The ex-schoolmaster took hold of both of her hands, there in the crowded, moving throngs of Chinatown, saying: “I came in from China today, after what I thought was a hopeless search for you. Years ago, after our separation, a Chinaman showed me how to visit China in my dreams, and be close to you. It took a whole lot of mental concentration, was pulling me down physically. I kept it up too long, for one night I dreamed I was in a terrible earthquake. It was so vivid that my physical as well as my spiritual being was translated to China, and I found myself there penniless. But, search as I may, I could not find you. If I died in the oil regions, it must have been another physical self, shed as a snake does his skin, for the Lambert Girtin who stands before you is fully alive, and resolved never to part from you again.”

JESSE LOGAN, PENNSYLVANIA INDIAN CHIEF
(Photograph Taken 1915 by P. C. Hockenberry)

Old memories came to Elsie Vanneman, conquering her fears, and her face flushed as in schoolgirl days: "You speak of our ‘separation’–pray, tell me more about it; why did you leave me so abruptly and run away that Christmas Eve after meeting? I could never understand why you did not even come to wish me a ‘Merry Christmas’ the next day. Why didn’t you ever write me a line? What did I do to merit such neglect?"

“What did you do?” replied Girtin, drawing her aside from the passing stream of pig-tailed humanity into a shadowy doorway. “It doesn’t seem very serious now, but it hurt me a whole lot at the time.
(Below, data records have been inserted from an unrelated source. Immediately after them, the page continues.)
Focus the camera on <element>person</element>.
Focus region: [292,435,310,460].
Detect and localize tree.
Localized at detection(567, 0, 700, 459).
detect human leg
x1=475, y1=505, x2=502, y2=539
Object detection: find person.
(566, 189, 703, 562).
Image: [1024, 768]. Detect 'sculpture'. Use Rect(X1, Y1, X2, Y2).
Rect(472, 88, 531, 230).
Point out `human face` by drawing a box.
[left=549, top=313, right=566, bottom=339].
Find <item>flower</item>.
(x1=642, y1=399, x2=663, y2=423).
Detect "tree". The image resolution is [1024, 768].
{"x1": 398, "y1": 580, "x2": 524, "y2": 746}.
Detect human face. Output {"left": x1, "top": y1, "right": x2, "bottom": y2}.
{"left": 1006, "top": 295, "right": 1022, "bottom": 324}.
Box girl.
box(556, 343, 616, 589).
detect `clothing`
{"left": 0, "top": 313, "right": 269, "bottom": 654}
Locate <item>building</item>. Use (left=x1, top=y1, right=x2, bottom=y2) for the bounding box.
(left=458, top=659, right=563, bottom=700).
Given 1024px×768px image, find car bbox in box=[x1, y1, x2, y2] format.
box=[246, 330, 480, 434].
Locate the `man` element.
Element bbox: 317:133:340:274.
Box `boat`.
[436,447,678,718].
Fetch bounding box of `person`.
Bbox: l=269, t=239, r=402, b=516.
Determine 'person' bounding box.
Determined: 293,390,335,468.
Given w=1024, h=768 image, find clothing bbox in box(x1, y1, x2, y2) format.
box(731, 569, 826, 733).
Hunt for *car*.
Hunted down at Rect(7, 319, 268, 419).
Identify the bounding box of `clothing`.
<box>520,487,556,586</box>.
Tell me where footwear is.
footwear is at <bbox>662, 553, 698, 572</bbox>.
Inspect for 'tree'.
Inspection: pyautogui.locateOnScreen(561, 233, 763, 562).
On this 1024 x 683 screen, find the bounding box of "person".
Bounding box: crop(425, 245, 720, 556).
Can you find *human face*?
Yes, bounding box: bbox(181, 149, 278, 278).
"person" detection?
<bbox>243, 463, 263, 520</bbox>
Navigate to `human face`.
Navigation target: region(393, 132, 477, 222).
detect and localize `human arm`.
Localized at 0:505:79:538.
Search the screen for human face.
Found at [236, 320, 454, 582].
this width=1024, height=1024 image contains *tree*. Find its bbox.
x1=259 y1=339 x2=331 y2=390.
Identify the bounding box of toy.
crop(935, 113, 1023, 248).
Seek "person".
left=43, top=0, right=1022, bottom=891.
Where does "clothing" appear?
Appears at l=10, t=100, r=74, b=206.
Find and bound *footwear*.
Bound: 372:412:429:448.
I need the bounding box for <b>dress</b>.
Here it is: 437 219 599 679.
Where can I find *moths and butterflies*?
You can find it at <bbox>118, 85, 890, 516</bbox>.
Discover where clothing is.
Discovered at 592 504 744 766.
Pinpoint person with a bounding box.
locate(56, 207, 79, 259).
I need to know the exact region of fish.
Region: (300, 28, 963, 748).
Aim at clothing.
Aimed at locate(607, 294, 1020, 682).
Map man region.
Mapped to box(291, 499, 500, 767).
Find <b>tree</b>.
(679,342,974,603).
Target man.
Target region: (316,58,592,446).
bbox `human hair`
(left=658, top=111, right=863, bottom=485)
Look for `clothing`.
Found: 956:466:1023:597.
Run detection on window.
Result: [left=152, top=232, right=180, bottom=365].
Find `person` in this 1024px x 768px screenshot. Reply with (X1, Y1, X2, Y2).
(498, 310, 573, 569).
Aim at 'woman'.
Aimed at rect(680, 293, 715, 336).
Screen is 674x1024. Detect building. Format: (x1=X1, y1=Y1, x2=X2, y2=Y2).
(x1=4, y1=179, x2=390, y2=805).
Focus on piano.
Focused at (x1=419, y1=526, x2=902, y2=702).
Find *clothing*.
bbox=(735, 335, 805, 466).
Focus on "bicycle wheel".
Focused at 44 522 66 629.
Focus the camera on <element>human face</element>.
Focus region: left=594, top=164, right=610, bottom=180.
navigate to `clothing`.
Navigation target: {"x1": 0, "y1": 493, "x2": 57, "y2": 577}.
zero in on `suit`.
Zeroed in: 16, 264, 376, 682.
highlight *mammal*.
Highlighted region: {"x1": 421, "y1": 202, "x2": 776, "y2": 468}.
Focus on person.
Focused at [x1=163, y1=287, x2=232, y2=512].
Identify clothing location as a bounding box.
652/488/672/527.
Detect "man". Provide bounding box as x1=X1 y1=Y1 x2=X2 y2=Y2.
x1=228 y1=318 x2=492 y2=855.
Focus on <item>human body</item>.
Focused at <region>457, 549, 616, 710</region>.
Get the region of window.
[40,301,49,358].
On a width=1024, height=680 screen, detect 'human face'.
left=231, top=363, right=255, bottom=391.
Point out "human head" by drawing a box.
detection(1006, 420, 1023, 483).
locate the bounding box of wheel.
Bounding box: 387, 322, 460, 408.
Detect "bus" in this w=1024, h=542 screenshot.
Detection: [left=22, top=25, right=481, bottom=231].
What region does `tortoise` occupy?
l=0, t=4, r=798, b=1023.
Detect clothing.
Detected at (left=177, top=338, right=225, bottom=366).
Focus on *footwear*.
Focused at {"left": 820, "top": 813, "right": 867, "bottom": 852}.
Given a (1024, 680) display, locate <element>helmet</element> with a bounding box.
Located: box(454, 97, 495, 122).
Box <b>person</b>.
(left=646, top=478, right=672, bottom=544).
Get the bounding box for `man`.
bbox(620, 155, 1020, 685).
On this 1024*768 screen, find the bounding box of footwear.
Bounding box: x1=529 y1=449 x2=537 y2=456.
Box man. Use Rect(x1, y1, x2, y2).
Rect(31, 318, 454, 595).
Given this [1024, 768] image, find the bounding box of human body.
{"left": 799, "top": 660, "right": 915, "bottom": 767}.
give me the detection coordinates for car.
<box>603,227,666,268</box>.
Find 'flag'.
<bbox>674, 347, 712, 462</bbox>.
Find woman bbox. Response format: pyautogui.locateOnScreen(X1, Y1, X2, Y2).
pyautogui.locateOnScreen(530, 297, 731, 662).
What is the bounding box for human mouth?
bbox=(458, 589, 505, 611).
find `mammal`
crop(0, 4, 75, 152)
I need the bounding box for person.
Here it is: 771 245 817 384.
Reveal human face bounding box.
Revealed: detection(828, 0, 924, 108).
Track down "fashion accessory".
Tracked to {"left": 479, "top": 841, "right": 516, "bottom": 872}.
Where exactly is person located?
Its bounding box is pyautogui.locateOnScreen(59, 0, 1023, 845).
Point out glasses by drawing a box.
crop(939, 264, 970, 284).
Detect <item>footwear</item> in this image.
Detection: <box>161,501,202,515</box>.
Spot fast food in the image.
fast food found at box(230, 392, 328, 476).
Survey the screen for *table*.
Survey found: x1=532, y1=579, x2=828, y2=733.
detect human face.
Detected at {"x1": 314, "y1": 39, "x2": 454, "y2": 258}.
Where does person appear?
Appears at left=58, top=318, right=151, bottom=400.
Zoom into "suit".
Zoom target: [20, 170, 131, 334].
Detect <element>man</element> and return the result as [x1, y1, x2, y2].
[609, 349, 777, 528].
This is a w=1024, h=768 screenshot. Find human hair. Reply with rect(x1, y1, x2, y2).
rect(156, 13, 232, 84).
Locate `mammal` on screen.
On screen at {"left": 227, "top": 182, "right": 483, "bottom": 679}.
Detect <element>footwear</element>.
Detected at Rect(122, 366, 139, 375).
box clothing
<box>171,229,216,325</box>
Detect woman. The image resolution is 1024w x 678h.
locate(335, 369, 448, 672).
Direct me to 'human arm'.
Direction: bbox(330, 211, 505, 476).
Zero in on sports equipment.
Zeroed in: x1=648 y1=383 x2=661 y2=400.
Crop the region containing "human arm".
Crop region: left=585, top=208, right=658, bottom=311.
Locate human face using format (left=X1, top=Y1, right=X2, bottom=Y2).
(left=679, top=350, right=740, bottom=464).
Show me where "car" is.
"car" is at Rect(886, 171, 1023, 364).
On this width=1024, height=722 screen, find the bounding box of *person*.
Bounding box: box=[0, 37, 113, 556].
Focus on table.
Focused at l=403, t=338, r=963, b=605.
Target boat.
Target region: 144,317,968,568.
You told me you had an engagement with some one to see you in from church, and I was angry and jealous, for I had been imagining that your thoughts had only been of me, that you cared for no one else.” “replied the girl with alacrity.

Girtin turned as pale as death; his sufferings, mental and physical, his wanderings, physical and actual, his wasted years, all had been caused by a misunderstanding. He was at a loss for words for some time, but he held on to Elsie’s hands, looking into her beautiful, ethereal face, the vari-colored light of a Chinese lantern shining down on her coppery-gold hair.

“Do you care for me at all, now?” he said, at length.

“Yes, I think I do; I must, or I would not have came back all the way from China to hunt you,” she answered.

“Then we have both suffered,” he said, sadly. “What shall we do now?” “she said.

“That’s where I want to go,” he replied, “if I can ever live down that dying story in Pithole City.” “said Elsie. "There was a case in our valley of a soldier reported as killed at Gettysburg; they sent his body home, began paying his widow a pension; she married a former sweetheart, and then, worse than ‘Enoch Arden,’ he appeared as if from the grave. He had no explanations to make, and our mountain people asked no questions, all having faith in supernatural things. Neither will I ask any of you. I have seen too much in the east to make me disbelieve anything, or that we can die two or three times under stress of circumstances, shedding our physical selves–to use your[your] words–as snakes do their skins. I am only happy I did not marry some one else, as I was tempted to do when I imagined you were engulfed in the earthquake."